Sunday, February 18, 2007

what does it really mean to be a nomad?

I couldn't take anymore conference paper editing. LCA homework was about done. M calls and offers me food, beverage and nomadic company in exchange for the services of the hookah. Two hours later we're all savoring the apple flavor and exchanging travel tales. C is getting ready to embark on a new journey. She has to decide between Arabic school in Yemen and working at the Turquoise Mountain Foundation in Kabul. She has mentally prepared for the latter and will begin in two weeks and then end up in Yemen somehow. Journey will start in Bangkok with a tattoo to commemorate the occasion. The plan is to make it to Calcutta and travel by road to Kabul before beginning work with Rory.

Rory Stewart was born in Hong Kong and grew up in Malaysia. He served briefly as an officer in the British Army (the Black Watch), studied history and philosophy at Balliol College, Oxford and then joined the British Diplomatic Service. He worked in the British Embassy in Indonesia and then, in the wake of the Kosovo campaign, as the British Representative in Montenegro. In 2000 he took two years off and began walking from Turkey to Bangladesh. He covered 6000 miles on foot alone across Afghanistan, Pakistan, India and Nepal -- a journey described in The Places in Between.

In 2003, he became the coalition Deputy Governor of Maysan and Dhi Qar -- two provinces in the Marsh Arab region of Southern Iraq. He has written for a range of publications including the New York Times Magazine, the London Review of Books, the Sunday Times, the Guardian, the Financial Times and Granta. In 2004, he was awarded the Order of the British Empire and became a Fellow of the Carr Centre at Harvard University. He now lives in Kabul, where he is the Chief Executive of the Turquoise Mountain Foundation.

6000 miles on foot. Istanbul to Dakka. I need to get a hold of any of his books. Soon. Prince of the Marhses would be top on the list.

In August 2003, at the age of thirty, Rory Stewart took a taxi from Jordan to Baghdad. A Farsi-speaking British diplomat who had recently completed an epic walk from Turkey to Bangladesh, he was soon appointed deputy governor of Amarah and then Nasiriyah, provinces in the remote, impoverished marsh regions of southern Iraq. He spent the next eleven months negotiating hostage releases, holding elections, and splicing together some semblance of an infrastructure for a population of millions teetering on the brink of civil war.

The Prince of the Marshes tells the story of Stewart's year. As a participant he takes us inside the occupation and beyond the Green Zone, introducing us to a colorful cast of Iraqis and revealing the complexity and fragility of a society we struggle to understand. By turns funny and harrowing, moving and incisive, it amounts to a unique portrait of heroism and the tragedy that intervention inevitably courts in the modern age.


Keep every character as it is and output all of the records.

Source data
• • • •

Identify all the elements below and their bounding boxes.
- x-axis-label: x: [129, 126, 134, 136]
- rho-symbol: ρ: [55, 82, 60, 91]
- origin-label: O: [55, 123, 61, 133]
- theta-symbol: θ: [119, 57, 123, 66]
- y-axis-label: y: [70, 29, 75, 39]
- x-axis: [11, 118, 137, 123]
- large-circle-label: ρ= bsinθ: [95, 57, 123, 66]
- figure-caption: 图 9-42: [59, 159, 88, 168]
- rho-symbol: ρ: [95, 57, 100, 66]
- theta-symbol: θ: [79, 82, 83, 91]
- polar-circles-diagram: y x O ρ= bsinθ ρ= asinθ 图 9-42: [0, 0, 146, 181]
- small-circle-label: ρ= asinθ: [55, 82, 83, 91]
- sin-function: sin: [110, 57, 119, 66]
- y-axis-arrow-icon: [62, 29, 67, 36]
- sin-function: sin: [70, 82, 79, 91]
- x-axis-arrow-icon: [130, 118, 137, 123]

• • • •

> SOLUTION FOR THIS EXERCISE
Identify all the elements below and their bounding boxes.
- x-axis-label: x: [129, 126, 134, 136]
- rho-symbol: ρ: [55, 82, 60, 91]
- origin-label: O: [55, 123, 61, 133]
- theta-symbol: θ: [119, 57, 123, 66]
- y-axis-label: y: [70, 29, 75, 39]
- x-axis: [11, 118, 137, 123]
- large-circle-label: ρ= bsinθ: [95, 57, 123, 66]
- figure-caption: 图 9-42: [59, 159, 88, 168]
- rho-symbol: ρ: [95, 57, 100, 66]
- theta-symbol: θ: [79, 82, 83, 91]
- polar-circles-diagram: y x O ρ= bsinθ ρ= asinθ 图 9-42: [0, 0, 146, 181]
- small-circle-label: ρ= asinθ: [55, 82, 83, 91]
- sin-function: sin: [110, 57, 119, 66]
- y-axis-arrow-icon: [62, 29, 67, 36]
- sin-function: sin: [70, 82, 79, 91]
- x-axis-arrow-icon: [130, 118, 137, 123]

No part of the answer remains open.